2 August 2005

One of the Out of the Bedroom singers, in the discussion board,  raises a question I’ve struggled with from time to time:

‘The whole project of "releasing" a CD seems more trouble than it’s worth in financial and promotional reward. ‘


My reply:


The CD is still the most effective and understood way to get people to
take your music home and to express the next level of interest up from
clapping their hands.


There are two alternatives:


1) don’t record. Your live experience is all you offer. If it’s good
enough people will make the effort and treasure the memory enough to
want to do it again.


2) put your recordings online only.

 


I won’t comment on (1) save to say that it is a valid proposition. (2) offers the advantage of being cheap, easy and potentially
reaching a wider audience. But it’s a ‘pull’ medium which relies on the
fan making the effort to find you. There are more mp3 download sites on
the web than cigarette butts in the Waverley at the end of a Thursday
night. Which ones to put your stuff on? How to stand out? How to tell
people where it is? How many people will accidentally chance on you and
become fans? Some, but very few.

 


If recording gets your songs nearer to what you hear in your head than
live, you are compelled to record. If you record you want to get people
to hear it. People are more likely to want to hear it at the end of a
good gig. If they then have to go through the extra step of remembering
when they get home to find a certain web address, typing it in
accurately, then finding EWB in the hundreds of artists, then you will
lose some people along the way. It’s easier for the fan to take a CD
from you and put it in the player. Plus they get a tangible reminder
and, if you’re savvy, a nice-looking package.

 
You needn’t follow the music biz model of ‘releasing’ a CD. You can
give them away, as you say. Why not? You can press unique CDs for a
given night as CBQ does. You might want to charge enough to recoup the
cost of blank CDs and artwork. It’s only if you believe the myths of
the music biz we grew up with that any of these can be described as
‘pretending you’ve made and released an album’ and that album being
your ‘product’ for this year, this year’s entry in your discography,
the ‘blue period’ when they come to write the retrospectives on your
career. All myth. Step outside that frame of reference and you’re just
choosing to make your recordings available to people. Or not.

 

Your choice.

Back to work yesterday, enjoying having Madame and Pestilence back in my life. In the evening, had fun working out Robert Fripp’s ‘Inductive Resonance’, a recording with his short-lived League of Gentlemen band from about 1980. I’ve always found it baffling to imagine what he’s playing, but it’s one of the admittedly few Fripp pieces that’s full of humour and playfulness.  And if there are any guitarists reading, I can only play the first bit and that at half the speed!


Start to finish, return the listing below exactly, pictures excluded.

━━━ Data provided ━━━

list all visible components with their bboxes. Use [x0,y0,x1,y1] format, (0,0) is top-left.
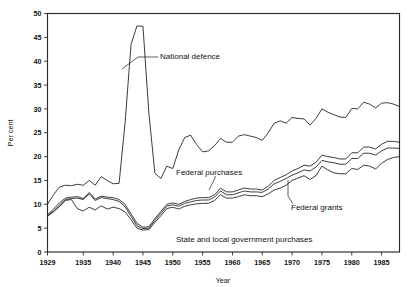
y-tick-label: 30 [34,105,42,114]
x-tick-label: 1985 [374,258,390,267]
annotation-state-local: State and local government purchases [176,235,313,244]
y-tick-label: 45 [34,33,42,42]
x-tick-label: 1940 [105,258,121,267]
x-tick-label: 1980 [344,258,360,267]
x-tick-label: 1960 [224,258,240,267]
y-tick-label: 0 [38,248,42,257]
x-tick-label: 1975 [314,258,330,267]
x-axis-title: Year [216,276,231,285]
y-tick-label: 20 [34,152,42,161]
y-tick-label: 40 [34,57,42,66]
x-tick-label: 1929 [40,258,56,267]
chart-figure: 05101520253035404550 1929193519401945195… [0,0,417,287]
x-tick-label: 1935 [75,258,91,267]
y-tick-label: 35 [34,81,42,90]
x-tick-label: 1970 [284,258,300,267]
x-tick-label: 1955 [195,258,211,267]
x-tick-label: 1950 [165,258,181,267]
y-tick-label: 10 [34,200,42,209]
annotation-national-defence: National defence [160,52,221,61]
x-tick-label: 1965 [254,258,270,267]
annotation-federal-grants: Federal grants [291,203,343,212]
x-tick-label: 1945 [135,258,151,267]
y-tick-label: 15 [34,176,42,185]
y-tick-label: 25 [34,128,42,137]
y-tick-label: 50 [34,9,42,18]
y-tick-label: 5 [38,224,42,233]
y-axis-title: Per cent [6,120,15,147]
chart-svg: 05101520253035404550 1929193519401945195… [0,0,417,287]
annotation-federal-purchases: Federal purchases [176,168,242,177]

━━━

→ **Output of the exercise**
list all visible components with their bboxes. Use [x0,y0,x1,y1] format, (0,0) is top-left.
y-tick-label: 30 [34,105,42,114]
x-tick-label: 1985 [374,258,390,267]
annotation-state-local: State and local government purchases [176,235,313,244]
y-tick-label: 45 [34,33,42,42]
x-tick-label: 1940 [105,258,121,267]
x-tick-label: 1980 [344,258,360,267]
x-tick-label: 1960 [224,258,240,267]
y-tick-label: 0 [38,248,42,257]
x-tick-label: 1975 [314,258,330,267]
x-axis-title: Year [216,276,231,285]
y-tick-label: 20 [34,152,42,161]
y-tick-label: 40 [34,57,42,66]
x-tick-label: 1929 [40,258,56,267]
chart-figure: 05101520253035404550 1929193519401945195… [0,0,417,287]
x-tick-label: 1935 [75,258,91,267]
y-tick-label: 35 [34,81,42,90]
x-tick-label: 1970 [284,258,300,267]
x-tick-label: 1955 [195,258,211,267]
x-tick-label: 1950 [165,258,181,267]
y-tick-label: 10 [34,200,42,209]
annotation-national-defence: National defence [160,52,221,61]
x-tick-label: 1965 [254,258,270,267]
annotation-federal-grants: Federal grants [291,203,343,212]
x-tick-label: 1945 [135,258,151,267]
y-tick-label: 15 [34,176,42,185]
y-tick-label: 25 [34,128,42,137]
y-tick-label: 50 [34,9,42,18]
y-tick-label: 5 [38,224,42,233]
y-axis-title: Per cent [6,120,15,147]
chart-svg: 05101520253035404550 1929193519401945195… [0,0,417,287]
annotation-federal-purchases: Federal purchases [176,168,242,177]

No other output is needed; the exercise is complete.